Governance¶
Mission¶
The SKI Framework exists to give regulated industries an open, deterministic, auditable option for AI compliance monitoring. Its specification is permissively licensed and its reference implementation is Apache 2.0; both are intended to outlive any single organisation.
Roles¶
Maintainers¶
Maintainers have commit and release rights on the
kpifinity/ski-framework
repository. Their responsibility is to:
- review and merge contributions,
- cut releases following the process below,
- enforce the licensing and conformance boundaries,
- triage security disclosures.
Current maintainers are listed in CODEOWNERS. KpiFinity Inc. (the project's primary sponsor) appoints the initial maintainer set; future maintainers are nominated by existing maintainers and added after a 14-day public comment window.
Contributors¶
Anyone who opens an issue, comments on a discussion, or submits a pull
request. No prior agreement is required. By contributing, you agree to
the Developer Certificate of Origin (Signed-off-by: trailer on each
commit) — see CONTRIBUTING.md.
Spec Editor¶
A single maintainer is designated Spec Editor. Their role is to shepherd specification changes (v2.1 → v2.2 → ...) through the RFC process. The Spec Editor does not have final authority — see "Decision making" below.
Decision making¶
Most decisions are made by lazy consensus on pull requests and discussions: if no maintainer objects within 7 days, the change lands.
The following decisions require explicit consensus from at least three maintainers (or all maintainers, whichever is smaller):
- Changes to the published specification (versioned in
docs/). - Adding or removing a maintainer.
- Changes to the verdict taxonomy, the predicate grammar, the audit ledger schema, or the conformance level definitions.
- License changes.
- Releasing a major version (e.g. v1.0).
Routine bug fixes, documentation improvements, dependency bumps, non-breaking API additions, and reference-implementation refactors do not require explicit consensus — lazy consensus is sufficient.
RFC process¶
Architectural changes use the RFC process. The template lives at
docs/RFCs/0000-template.md. To propose one:
- Copy the template to
docs/RFCs/NNNN-short-title.mdwith the next sequential number. - Open a draft pull request titled
[RFC] <Title>. - Solicit feedback for at least 14 days.
- The Spec Editor closes the RFC either as accepted (merged) or rejected (closed with rationale).
The single existing RFC is 0001 — Stateful evaluation.
Release cadence¶
- Patch (
0.2.x) — bug fixes, no API or spec changes. Released as soon as a fix is ready; tagged frommain. - Minor (
0.x.0) — new features, no breaking changes. Roughly every 4–8 weeks. Cuts a release-candidate (-rc1) first; promoted to GA after at least 14 days without a regression. - Major (
x.0.0) — breaking changes, spec major-version bumps. Driven by explicit-consensus decision.
See CHANGELOG.md for the actual release history.
Conformance authority¶
The SKI conformance test suite at conformance/ is the
executable specification — if there's a disagreement between
docs/conformance.md and the tests, the tests win, and the docs are
corrected.
Conformance claims (Level 1 / Level 2 / Level 3) may be self-issued or issued by KpiFinity. KpiFinity-issued conformance certificates are a commercial offering and do not constrain the open-source project's governance.
Security¶
Security disclosure follows SECURITY.md: private disclosure to the maintainers, 90-day default embargo, coordinated release with the reporter.
Communication¶
- Bug reports / feature requests: GitHub Issues.
- Architectural discussions: GitHub Discussions.
- Security: see SECURITY.md.
- General questions: hello@kpifinity.com.
Amendments¶
This governance document can be amended by explicit consensus of the maintainers, following the same process as a spec change.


- Task instructions: Restate word for word the lines below that run from the one holding "Describe the element" through the one holding "What do you", inclusive. Pictures don't belong in the copy.

- Records for this task:

|---|

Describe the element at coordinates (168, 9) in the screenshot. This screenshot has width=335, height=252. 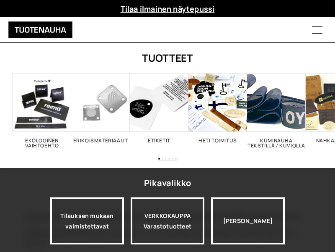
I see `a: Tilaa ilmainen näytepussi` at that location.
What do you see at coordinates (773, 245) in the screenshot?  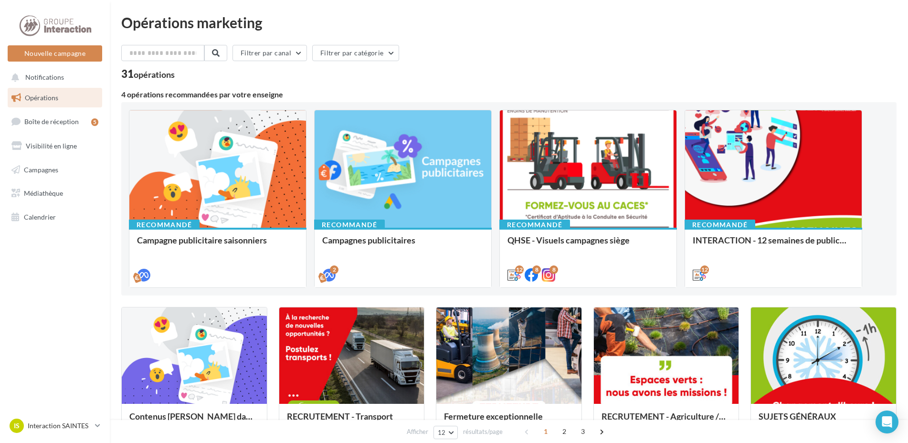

|---|

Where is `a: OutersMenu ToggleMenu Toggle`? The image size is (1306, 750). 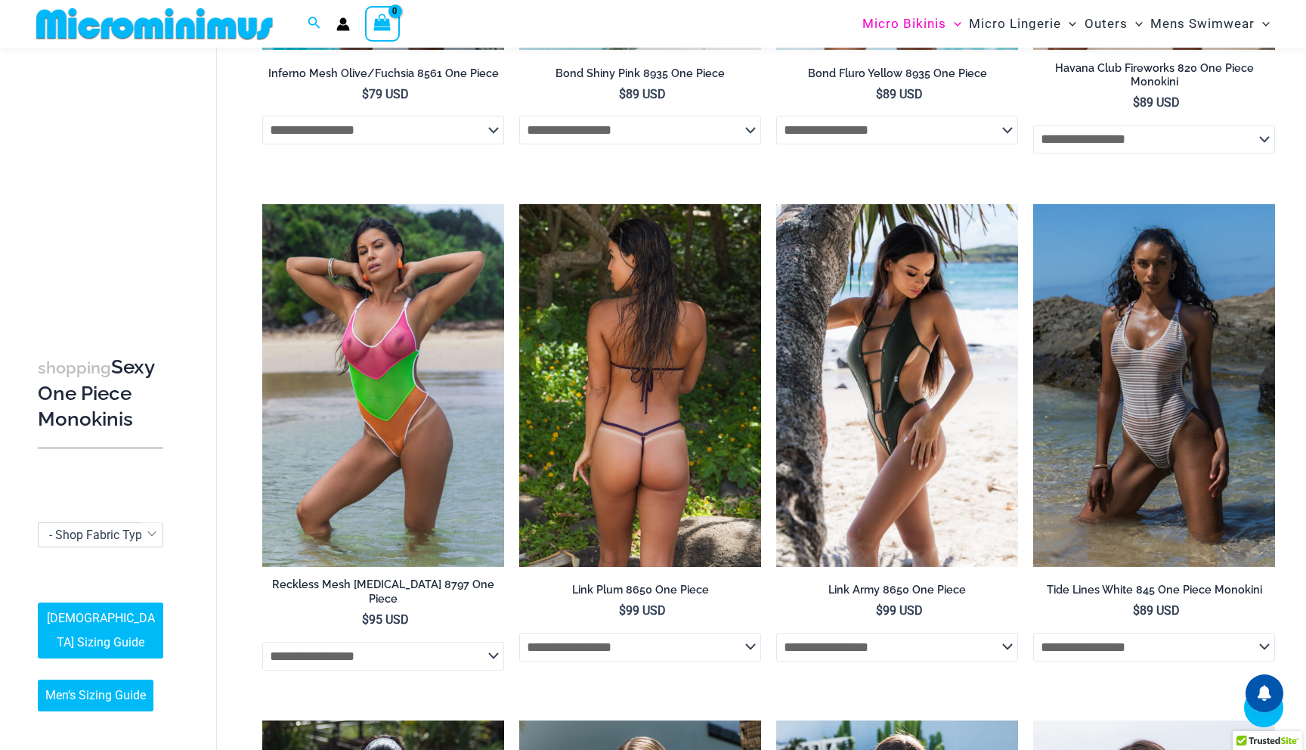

|---|

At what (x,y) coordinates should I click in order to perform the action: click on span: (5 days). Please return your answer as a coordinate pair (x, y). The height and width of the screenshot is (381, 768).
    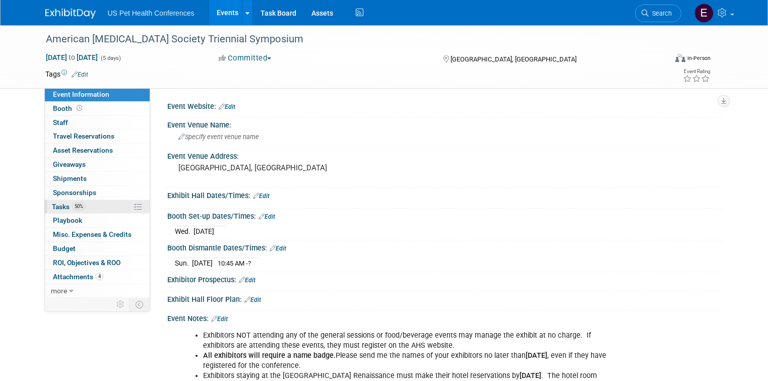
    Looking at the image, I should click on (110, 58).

|---|

- Exercise result:
Describe the element at coordinates (168, 9) in the screenshot. This screenshot has width=335, height=252. 
I see `a: Tilaa ilmainen näytepussi` at that location.
What do you see at coordinates (773, 245) in the screenshot?  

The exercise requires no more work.